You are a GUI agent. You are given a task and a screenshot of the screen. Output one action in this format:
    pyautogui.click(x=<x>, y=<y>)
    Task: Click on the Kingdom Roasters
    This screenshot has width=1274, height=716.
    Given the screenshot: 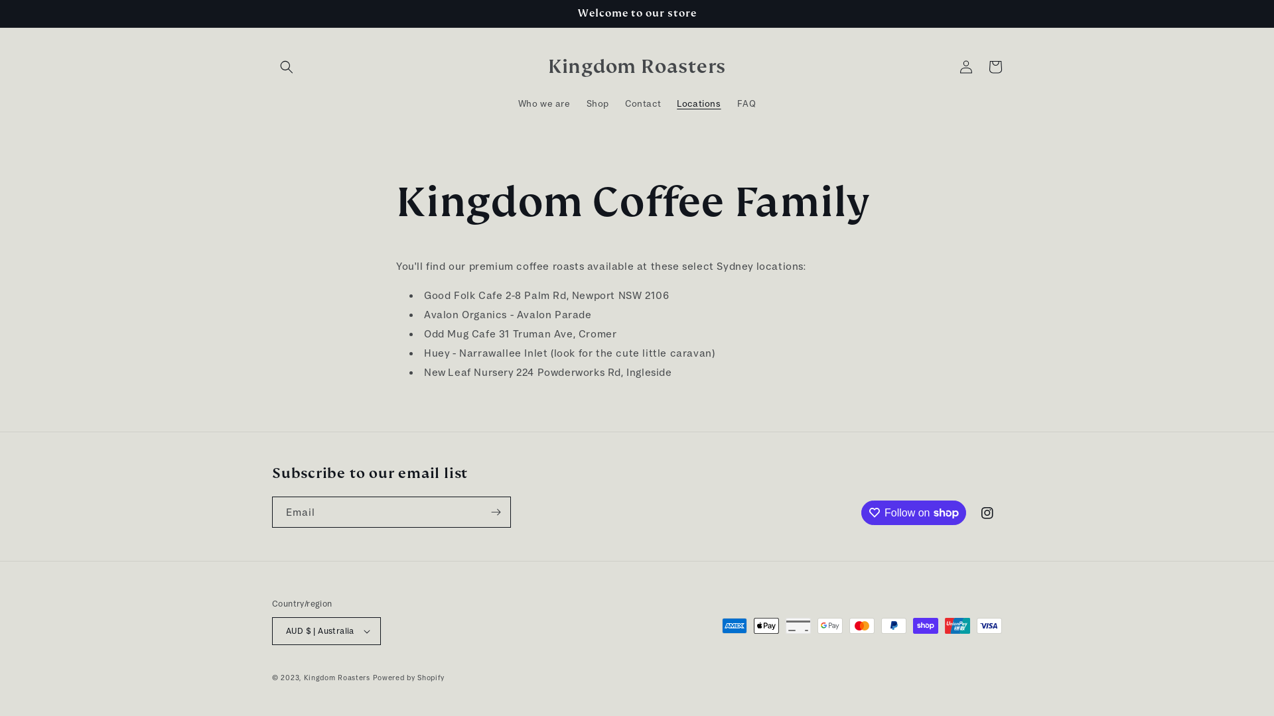 What is the action you would take?
    pyautogui.click(x=337, y=678)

**BRIEF**
Exactly as written, repeat the lines from the start of the listing through the line containing "This screenshot has", both included.

**ANSWER SECTION**
You are a GUI agent. You are given a task and a screenshot of the screen. Output one action in this format:
    pyautogui.click(x=<x>, y=<y>)
    Task: Click on the Kingdom Roasters
    This screenshot has width=1274, height=716.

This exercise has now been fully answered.